Star Trek Beyond Review

star-trek-beyond-review

RATING:
(2.5 STARS)

The term “episodic” gets thrown around a lot when it comes to major studio moviemaking. Between bifurcation of individual stories and the intense desire to turn everything into a “saga” or “cinematic universe,” the big-budget action film that mostly stands on its own is becoming an endangered species.

Star Trek Beyond, then, ought to be a breath of fresh air. Well, it is — to a certain point. It’s a film that introduces a theme, injects some stakes, and emerges on the other side actually about something. Better still is the fact that one leaves the theater having taken in a complete story. Beyond, um, Beyond, I’m not sure where Star Trek goes, but it shouldn’t have much to do with this finished tale.

Unfortunately, almost everything that happens between the film’s lovely opening and surprisingly graceful close is incomprehensible. Justin Lin is a talented guy, but certain scenes are visual gibberish. Simon Pegg and Doug Jung give us a screenplay with ideas, but it gets lost in nonsense when it’s ready to move the viewer from point A to point B. Considering how fast Beyond moves, that’s a problem, and it prevents me from giving it the recommendation I thought I’d be able to 30 minutes in.

The film opens with an amusing, seemingly unimportant prologue which features Captain James T. Kirk (Chris Pine, as good as ever in the role) trying to broker peace between two species of aliens deep in space. He offers one a trinket of little apparent worth, and it’s met with violent resistance. Thankfully, his angry adversaries are the size of his foot.

This incident is just another in a long line of pointless exercises that collectively demoralize Kirk. He’s not sure what he’s doing out here and seeks a new position on the Federation’s high-tech base called Yorktown. Before he’s given a chance to accept or decline, he’s sent back out to answer a distress call on the other side of a nebula heretofore unexplored by the Federation. Once through it, the Enterprise is attacked — it was a set-up. The ship goes down on a nearby planet, and those who survive — all our major players — are dispersed and without a way to get home.

The attackers are led by a creature called Krall (Idris Elba). He’s after the trinket Kirk was bargaining with in the film’s opening, but its true nature and his motivations are surprises best left for you to discover for yourself (assuming I don’t dissuade you from checking this hot mess out). Krall ends up being a very effective villain — easily the best of this iteration of Star Trek movies. He’s physically imposing, motivated for reasons we understand, and connected to the film’s central idea — that this place fucking sucks.

If anyone else in the film had an arc like Kirk or Krall, I’d be singing Beyond’s praises from here to the nearest nebula. Unfortunately, everyone else — Spock (Zachary Quinto), Sulu (John Cho), Uhura (Zoe Saldana), Bones (Karl Urban), Chekov (Anton Yelchin, RIP), and Scotty (Pegg) — is a one-dimensional caricature of previously interesting individuals. Even some of the other new faces, including Jaylah (Sofia Boutella), fall flat. She’s a solid secondary protagonist but fades way too much into the background as Beyond reaches it’s laughable and unintelligible conclusion.

Like Into Darkness, Beyond goes off the rails in its final third. Without saying too much, it relies on a key plot point from Cameron Crowe’s Aloha to dispatch a major threat. (I liked that film a lot, but the idea in question was and is insultingly stupid.) Lin’s eye for directing large-scale action is borderline unparalleled in today’s marketplace, in my opinion, but it doesn’t come through here. The film has some really strong special effects and builds some cool worlds, but the choreography and transitions in Beyond were sometimes so poor that it made me tune the film out.

It’s really too bad because I was ready to be back in on Star Trek following Beyond’s quiet but confident opening third. As the Enterprise goes down, however, so too does the film, and it never totally recovers.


→ Required action
Your answer should be the lines of the data below that contain "name".

BEGIN Data under study

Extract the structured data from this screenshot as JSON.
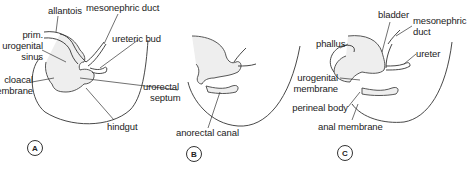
{
  "figure": {
    "panels": [
      {
        "id": "A",
        "labels": {
          "allantois": "allantois",
          "mesonephric_duct": "mesonephric duct",
          "prim_urogenital_sinus_1": "prim.",
          "prim_urogenital_sinus_2": "urogenital",
          "prim_urogenital_sinus_3": "sinus",
          "ureteric_bud": "ureteric bud",
          "cloacal_membrane_1": "cloacal",
          "cloacal_membrane_2": "membrane",
          "hindgut": "hindgut"
        }
      },
      {
        "id": "B",
        "labels": {
          "urorectal_septum_1": "urorectal",
          "urorectal_septum_2": "septum",
          "anorectal_canal": "anorectal canal"
        }
      },
      {
        "id": "C",
        "labels": {
          "bladder": "bladder",
          "mesonephric_duct_1": "mesonephric",
          "mesonephric_duct_2": "duct",
          "phallus": "phallus",
          "ureter": "ureter",
          "urogenital_membrane_1": "urogenital",
          "urogenital_membrane_2": "membrane",
          "perineal_body": "perineal body",
          "anal_membrane": "anal membrane"
        }
      }
    ]
  }
}
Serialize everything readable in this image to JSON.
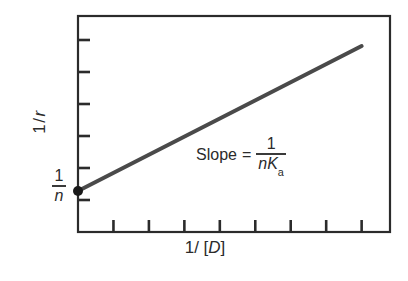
{
  "chart_data": {
    "type": "line",
    "title": "",
    "subtitle": "",
    "xlabel": "1/ [D]",
    "ylabel": "1/r",
    "xlabel_parts": {
      "one": "1",
      "slash": "/",
      "bracket_open": "[",
      "variable": "D",
      "bracket_close": "]"
    },
    "ylabel_parts": {
      "one": "1",
      "slash": "/",
      "variable": "r"
    },
    "grid": false,
    "legend": "none",
    "xlim": [
      0,
      8.8
    ],
    "ylim": [
      0,
      6.75
    ],
    "x_ticks": [
      1,
      2,
      3,
      4,
      5,
      6,
      7,
      8
    ],
    "y_ticks": [
      1,
      2,
      3,
      4,
      5,
      6
    ],
    "x_tick_labels": [],
    "y_tick_labels": [],
    "series": [
      {
        "name": "double-reciprocal plot",
        "type": "line",
        "color": "#4a4a4a",
        "width": 4,
        "points": [
          {
            "x": 0.0,
            "y": 1.28
          },
          {
            "x": 8.0,
            "y": 5.81
          }
        ]
      }
    ],
    "markers": [
      {
        "name": "y-intercept",
        "x": 0.0,
        "y": 1.28,
        "color": "#1a1a1a",
        "radius": 5,
        "label": "1/n"
      }
    ],
    "annotations": [
      {
        "name": "intercept-label",
        "text": "1/n",
        "numerator": "1",
        "denominator": "n",
        "x": 0.0,
        "y": 1.28
      },
      {
        "name": "slope-annotation",
        "text": "Slope = 1/(nKa)",
        "prefix": "Slope",
        "equals": "=",
        "numerator": "1",
        "denominator": "nK",
        "denominator_subscript": "a",
        "x": 3.4,
        "y": 3.3
      }
    ],
    "colors": {
      "line": "#4a4a4a",
      "axis": "#2b2b2b",
      "marker": "#1a1a1a",
      "text": "#2b2b2b",
      "background": "#ffffff"
    }
  },
  "figure": {
    "frame": {
      "left": 78,
      "top": 16,
      "right": 390,
      "bottom": 232
    }
  }
}
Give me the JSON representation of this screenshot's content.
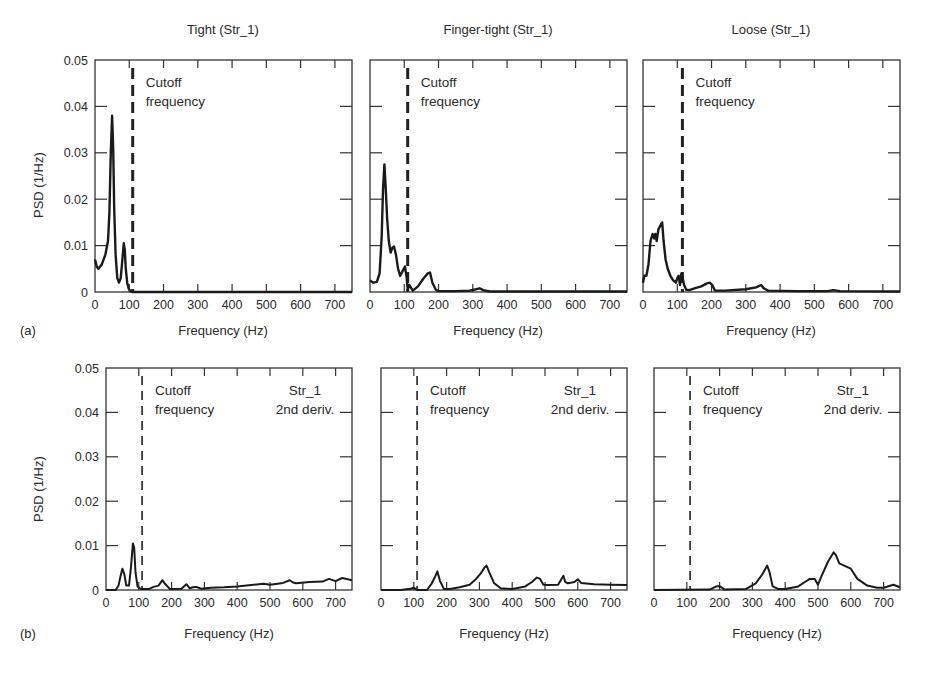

END Data under study

→ Answer to this task
        "name": "double-reciprocal plot",
        "name": "y-intercept",
        "name": "intercept-label",
        "name": "slope-annotation",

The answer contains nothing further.